Articles Marketmedia

Sizing Up SEFs

Written by Terry Flanagan | Nov 13, 2014 8:10:40 PM

The buy side remains ambivalent about swap execution facilities, viewing them on the one hand as a threat to their traditional OTC trading relationships but on the other as holding the potential for technological innovations as has occurred in other asset classes.

“The SEF mandate has added a horizontal model relative to the vertical model we have with futures,” Supurna VedBrat, managing director of electronic trading and market structure for BlackRock’s trading and liquidity strategy group, said during a panel discussion at Wednesday’s Sefcon V conference in New York. “The idea was that it would help to generate more product innovation, and not allow monopolies to form. We have protocols like RFQ and central limit order books in other markets, and those are now being thought through for trading interest-rate swaps.”

SEFs officially launched a year ago, and trading commenced in February with the Made Available to Trade (MAT) determinations. Since then, the SEF markets have become bifurcated, with dealer-to-consumer platforms such as Bloomberg competing with dealer-to-dealer platforms run largely by the interdealer brokers: BGC, GFI, Icap, Tradition, and Tullet Prebon.

Trading in interest rate swaps and other non-FRA (forward rate agreement) instruments reached $1.02 trillion in the week of Sept. 8, the highest level since June, according to the Futures Industry Association’s SEF Tracker. Tradeweb’s share of non-FRA volume peaked at 16.8% in the week of Sept. 8, a record for that SEF. BGC and Bloomberg also gained market share in non-FRA trading in September.

While the majority of buy-side users continue to prefer trading via name give up request for quote (RFQ), which is most similar to the old way of phone trading as is possible under the CFTC’s rules, the new market structure has only just started to take shape, with many opportunities still on the table for incumbent, inter-dealer broker and new entrant SEFs, according to Greenwich Associates.
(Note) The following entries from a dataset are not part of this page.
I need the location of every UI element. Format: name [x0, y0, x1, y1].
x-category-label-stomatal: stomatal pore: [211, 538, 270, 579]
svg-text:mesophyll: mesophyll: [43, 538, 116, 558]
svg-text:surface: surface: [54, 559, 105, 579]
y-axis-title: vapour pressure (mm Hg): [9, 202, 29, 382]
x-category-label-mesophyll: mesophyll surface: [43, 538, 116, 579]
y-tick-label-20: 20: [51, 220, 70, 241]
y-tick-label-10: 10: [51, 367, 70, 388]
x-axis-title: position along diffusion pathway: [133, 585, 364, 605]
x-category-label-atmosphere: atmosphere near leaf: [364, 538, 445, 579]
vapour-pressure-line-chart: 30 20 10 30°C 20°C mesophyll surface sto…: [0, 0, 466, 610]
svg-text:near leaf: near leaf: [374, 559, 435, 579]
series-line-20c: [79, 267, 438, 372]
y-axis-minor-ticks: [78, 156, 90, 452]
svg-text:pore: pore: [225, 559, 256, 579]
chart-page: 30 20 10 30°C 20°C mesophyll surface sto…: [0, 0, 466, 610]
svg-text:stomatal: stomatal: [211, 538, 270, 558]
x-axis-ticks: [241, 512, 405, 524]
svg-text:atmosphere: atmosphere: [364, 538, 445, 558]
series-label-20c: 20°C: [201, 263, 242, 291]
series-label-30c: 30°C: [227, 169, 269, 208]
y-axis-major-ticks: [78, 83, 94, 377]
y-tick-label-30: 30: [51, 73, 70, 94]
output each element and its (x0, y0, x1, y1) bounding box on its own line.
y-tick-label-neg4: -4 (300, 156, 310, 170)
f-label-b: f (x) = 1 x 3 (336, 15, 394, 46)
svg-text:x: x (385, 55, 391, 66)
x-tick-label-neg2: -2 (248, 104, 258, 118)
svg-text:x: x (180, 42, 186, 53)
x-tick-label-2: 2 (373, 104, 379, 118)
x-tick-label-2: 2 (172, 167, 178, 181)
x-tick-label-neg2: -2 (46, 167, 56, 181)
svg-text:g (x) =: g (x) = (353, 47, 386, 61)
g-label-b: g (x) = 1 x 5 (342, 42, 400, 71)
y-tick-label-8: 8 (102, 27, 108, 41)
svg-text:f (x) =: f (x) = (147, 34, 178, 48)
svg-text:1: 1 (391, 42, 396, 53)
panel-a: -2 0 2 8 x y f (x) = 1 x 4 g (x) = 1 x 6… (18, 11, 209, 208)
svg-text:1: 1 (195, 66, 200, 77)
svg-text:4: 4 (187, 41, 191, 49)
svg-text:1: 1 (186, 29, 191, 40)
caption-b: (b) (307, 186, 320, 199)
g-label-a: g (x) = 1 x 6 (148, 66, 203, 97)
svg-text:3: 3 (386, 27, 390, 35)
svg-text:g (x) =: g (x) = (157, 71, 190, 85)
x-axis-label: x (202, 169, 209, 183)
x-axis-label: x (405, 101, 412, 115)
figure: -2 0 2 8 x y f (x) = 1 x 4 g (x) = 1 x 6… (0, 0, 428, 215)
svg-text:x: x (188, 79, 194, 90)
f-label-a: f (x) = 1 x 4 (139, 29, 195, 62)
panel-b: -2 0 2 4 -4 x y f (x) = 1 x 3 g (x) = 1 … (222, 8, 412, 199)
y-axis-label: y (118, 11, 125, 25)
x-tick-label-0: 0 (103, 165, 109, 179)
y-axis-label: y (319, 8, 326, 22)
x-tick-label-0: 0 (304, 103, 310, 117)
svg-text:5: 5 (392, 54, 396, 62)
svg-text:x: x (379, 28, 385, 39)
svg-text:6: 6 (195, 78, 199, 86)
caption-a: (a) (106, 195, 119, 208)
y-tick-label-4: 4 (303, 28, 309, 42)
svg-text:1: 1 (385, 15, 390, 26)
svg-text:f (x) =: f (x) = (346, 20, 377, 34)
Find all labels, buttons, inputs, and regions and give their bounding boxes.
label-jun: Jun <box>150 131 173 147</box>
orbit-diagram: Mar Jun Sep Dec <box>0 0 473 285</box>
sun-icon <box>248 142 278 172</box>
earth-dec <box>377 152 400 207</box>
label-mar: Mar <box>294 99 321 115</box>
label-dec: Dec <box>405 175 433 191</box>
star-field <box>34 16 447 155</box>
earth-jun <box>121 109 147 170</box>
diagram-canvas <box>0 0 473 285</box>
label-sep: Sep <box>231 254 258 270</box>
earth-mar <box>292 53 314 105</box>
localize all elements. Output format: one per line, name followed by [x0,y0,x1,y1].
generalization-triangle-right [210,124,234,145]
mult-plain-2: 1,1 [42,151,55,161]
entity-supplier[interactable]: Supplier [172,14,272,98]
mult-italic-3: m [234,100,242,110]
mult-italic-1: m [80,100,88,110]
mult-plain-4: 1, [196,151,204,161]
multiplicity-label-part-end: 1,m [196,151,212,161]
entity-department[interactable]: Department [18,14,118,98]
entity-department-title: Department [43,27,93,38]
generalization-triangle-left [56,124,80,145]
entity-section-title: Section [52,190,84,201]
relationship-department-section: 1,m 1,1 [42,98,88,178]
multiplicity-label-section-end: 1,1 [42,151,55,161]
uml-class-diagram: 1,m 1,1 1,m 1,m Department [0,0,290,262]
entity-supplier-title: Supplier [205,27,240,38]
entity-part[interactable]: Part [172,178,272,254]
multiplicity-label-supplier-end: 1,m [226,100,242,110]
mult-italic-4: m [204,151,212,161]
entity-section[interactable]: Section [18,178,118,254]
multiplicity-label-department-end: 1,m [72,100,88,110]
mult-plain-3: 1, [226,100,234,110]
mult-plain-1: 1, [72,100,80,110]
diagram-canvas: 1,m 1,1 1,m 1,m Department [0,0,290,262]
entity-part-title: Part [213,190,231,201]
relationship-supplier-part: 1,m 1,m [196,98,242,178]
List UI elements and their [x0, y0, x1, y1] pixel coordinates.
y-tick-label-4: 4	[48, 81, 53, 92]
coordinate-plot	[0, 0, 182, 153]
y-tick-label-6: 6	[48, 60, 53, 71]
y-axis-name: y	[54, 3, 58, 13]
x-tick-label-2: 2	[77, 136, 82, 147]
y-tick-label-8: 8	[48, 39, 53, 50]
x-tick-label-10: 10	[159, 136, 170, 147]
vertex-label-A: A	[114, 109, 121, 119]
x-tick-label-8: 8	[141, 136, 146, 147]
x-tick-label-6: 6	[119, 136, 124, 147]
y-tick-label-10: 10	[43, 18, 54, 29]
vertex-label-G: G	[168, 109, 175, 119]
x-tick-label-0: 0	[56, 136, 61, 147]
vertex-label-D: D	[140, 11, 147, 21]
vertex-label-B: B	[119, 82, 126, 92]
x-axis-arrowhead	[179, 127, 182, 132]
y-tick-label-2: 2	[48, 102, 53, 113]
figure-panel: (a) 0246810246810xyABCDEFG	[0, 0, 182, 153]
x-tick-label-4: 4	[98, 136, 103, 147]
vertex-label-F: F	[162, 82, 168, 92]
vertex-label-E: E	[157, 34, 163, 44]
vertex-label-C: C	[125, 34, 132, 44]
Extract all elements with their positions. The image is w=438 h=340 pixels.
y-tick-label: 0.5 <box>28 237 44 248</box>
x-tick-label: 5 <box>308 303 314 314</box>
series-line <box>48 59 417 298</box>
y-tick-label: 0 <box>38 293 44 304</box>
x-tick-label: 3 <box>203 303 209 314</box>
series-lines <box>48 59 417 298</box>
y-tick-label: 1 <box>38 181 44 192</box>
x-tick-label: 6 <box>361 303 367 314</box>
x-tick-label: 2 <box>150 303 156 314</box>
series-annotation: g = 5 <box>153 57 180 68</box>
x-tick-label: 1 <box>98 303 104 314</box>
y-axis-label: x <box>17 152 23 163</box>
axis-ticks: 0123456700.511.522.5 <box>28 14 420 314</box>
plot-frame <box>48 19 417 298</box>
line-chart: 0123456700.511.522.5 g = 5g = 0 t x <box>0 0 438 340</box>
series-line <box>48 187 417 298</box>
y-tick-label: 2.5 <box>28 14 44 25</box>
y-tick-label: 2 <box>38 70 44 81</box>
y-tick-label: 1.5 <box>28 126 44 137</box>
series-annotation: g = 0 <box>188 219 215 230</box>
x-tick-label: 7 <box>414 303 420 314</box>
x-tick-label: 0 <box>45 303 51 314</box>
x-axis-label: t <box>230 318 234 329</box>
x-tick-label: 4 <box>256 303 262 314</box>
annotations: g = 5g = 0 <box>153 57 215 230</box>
“I’m a big believer in diversity of competition,” Yanfeng Chen, head of interest rate swap trading at Citadel Securities, said during Wednesday’s panel discussion. “There should be a diverse range of liquidity providers. There should be a diverse range of different SEFs. There should be a different range of execution methods, from fully name give up RFQ to fully anonymous CLOB. This will provide choices to end users. If you believe that by giving up your name you’ll get a better price then you can use RFQ. If you like the fully anonymous CLOB then you have an option.”

The majority of new OTC derivatives electronic infrastructure will continue to be built or made available as independent communities, so it’s vital for OTC derivatives market participants to join these communities as soon as is possible, according to Aite Group.

"Despite shared infrastructure and open standards, market participants must be the ones to demand integration of electronic OTC derivatives systems into front ends and GUIs," said David Weiss, senior analyst in institutional securities & investments at Aite Group, said in a release.

"Such integration is now lagging behind what market participants have taken for granted for decades in listed markets, and desktop real estate is already at a premium, so much work still needs to be done."

It’s incumbent on the buy side to make itself more efficient in the way it accesses OTC liquidity, VedBrat said. “Granted it’s fragmented, and that’s where technology partners and trading technologies becomes instrumental in making it efficient for us to trade,” she said.

The goal, VedBrat said, is to be able to “tap into some of the D2D liquidity that was traditionally separate from D2C liquidity."